Coun Oxley became a Conservative as a teenager in 1974. He felt it was wrong that union power should bring down Ted Heath's Tory Government in the first of two general elections that year.

He became an enthusiastic follower of Margaret Thatcher when she became party leader and now thinks Michael Portillo is the best of the current crop of contenders for the leadership.

Like Mr Portillo, he believes in "compassionate Conservatism". Coun Oxley explains it by wanting to help beggars in Brighton and Hove at the same time as moving them off the streets.

His life is steeped in politics. He works at Westminster for Arundel and South Downs MP Howard Flight.

During the late afternoons, evenings and at weekends he spends between 50 and 60 hours a week on council activities.

After being elected to the old Hove Council for Westbourne ward in 1995, he joined Brighton and Hove Council when it was formed and quickly became joint deputy leader.

His diligent ward work sometimes brings forth wry comments from colleagues, who note that he leaves no paving stone unturned in Westbourne.

Coun Oxley constantly raises issues such as graffiti on junction boxes, traffic problems, the state of trees and cracked pavements.

He makes no apologies for doing so, saying: "Residents want to see the basics done properly."

But it pays off.

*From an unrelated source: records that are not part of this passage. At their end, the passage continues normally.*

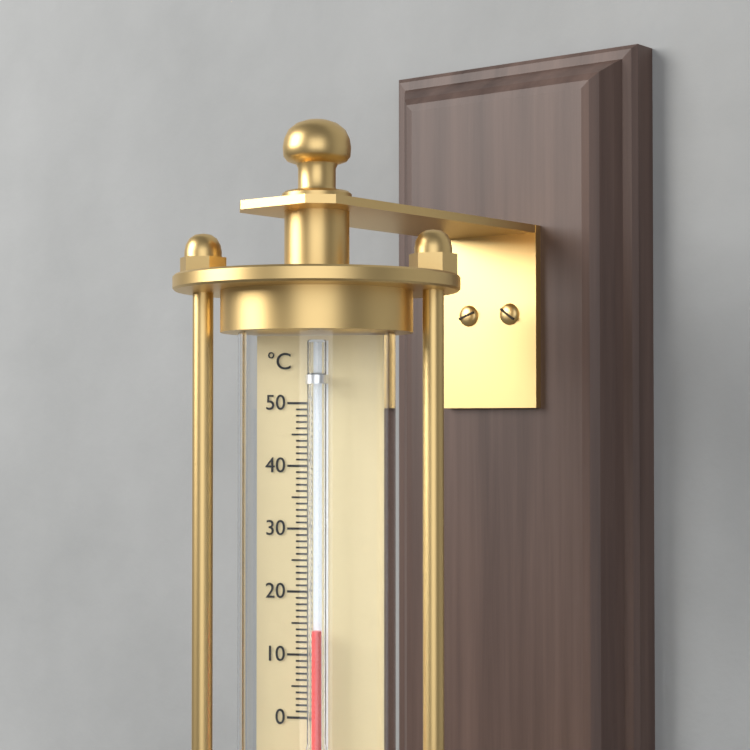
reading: 14 °C
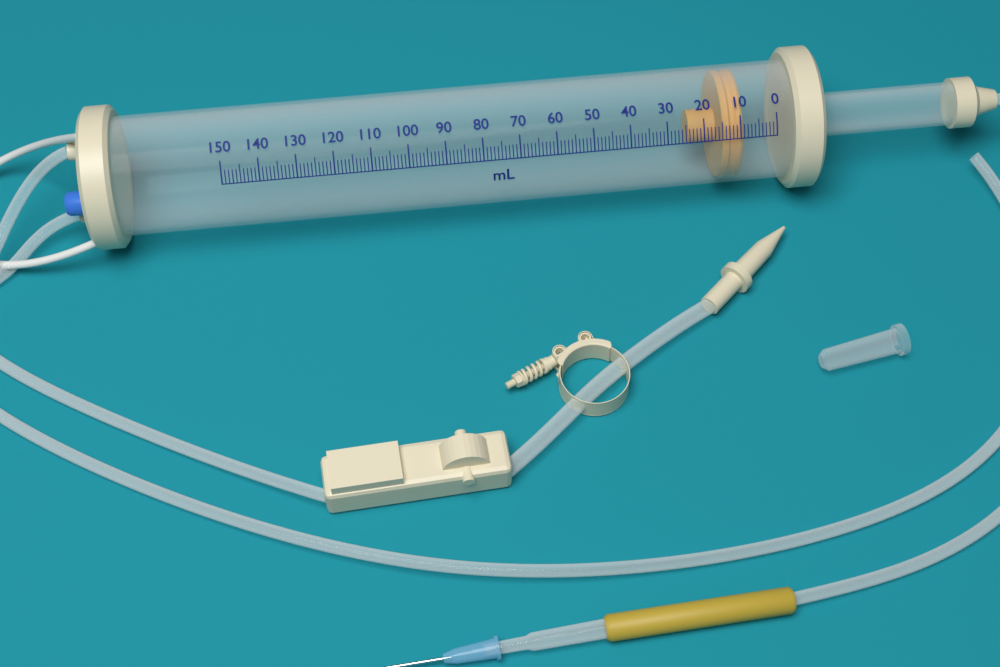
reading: 9 ml
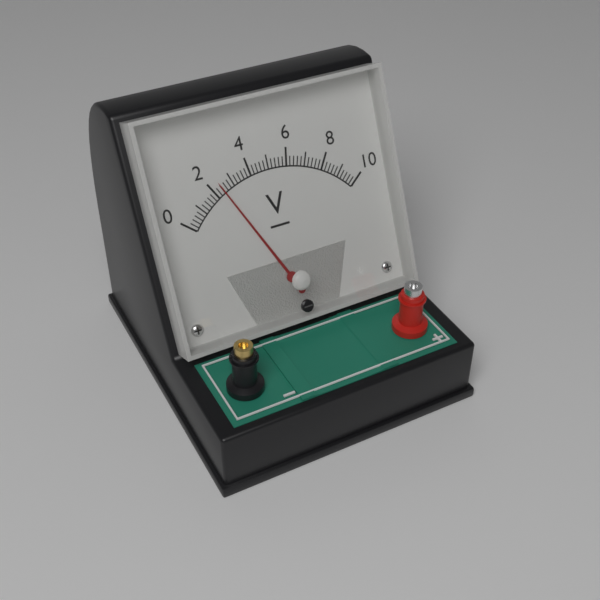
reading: 2.4 V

Westbourne is the only seafront ward in Brighton and Hove to have remained solidly Tory until you get to prosperous Rottingdean.

He stood for Parliament in 1987 in an unwinnable Sheffield seat but reduced the Labour majority and came close to being selected to fight Hove in 1997.

In the little spare time available, Coun Oxley listens to music, keeps fit and goes for long walks by the sea.

Determined and confident about victory in the next local elections, he said: "I hope to lead an inclusive administration that will govern in the interests of everyone, no matter what walk of life."

On the issue for a directly-elected mayor, Coun Oxley will campaign for a No vote in the October referendum.

He hopes the council will revert to what he considers a more democratic system of large-scale committees rather than the present Cabinet model.

He is scathing about the current Labour administration, saying it has had three leaders in three years and faces severe financial pressures, especially in social care.

He says while council tax soars every year, services decline and the streets are full of rubbish following the failure of the Sita contract.

As much as he loves the city, he feels the prevailing image is of a split bin bag spilling its unsavoury contents.

Coun Oxley said: "Labour said it wanted to build a socialist city by the sea but it has made it scruffy. I want us to build a shining city by the sea.

"Labour has had a long time in Brighton and Hove but it is still in trouble. It keeps changing its leaders but the problems remain."

Amid the gloom of election defeats, he saw rays of light in Tory local government victories, not least the wresting of control from a Lib Dem/Labour coalition on East Sussex County Council.

Ineffably polite and serious in demeanour, Brian Oxley could be underestimated by those who like their politicians glitzy and glamorous.

He has a quiet determination that has brought him to the top of the Tory tree while still politically young. When he says the Conservatives are in a position to win, he means it.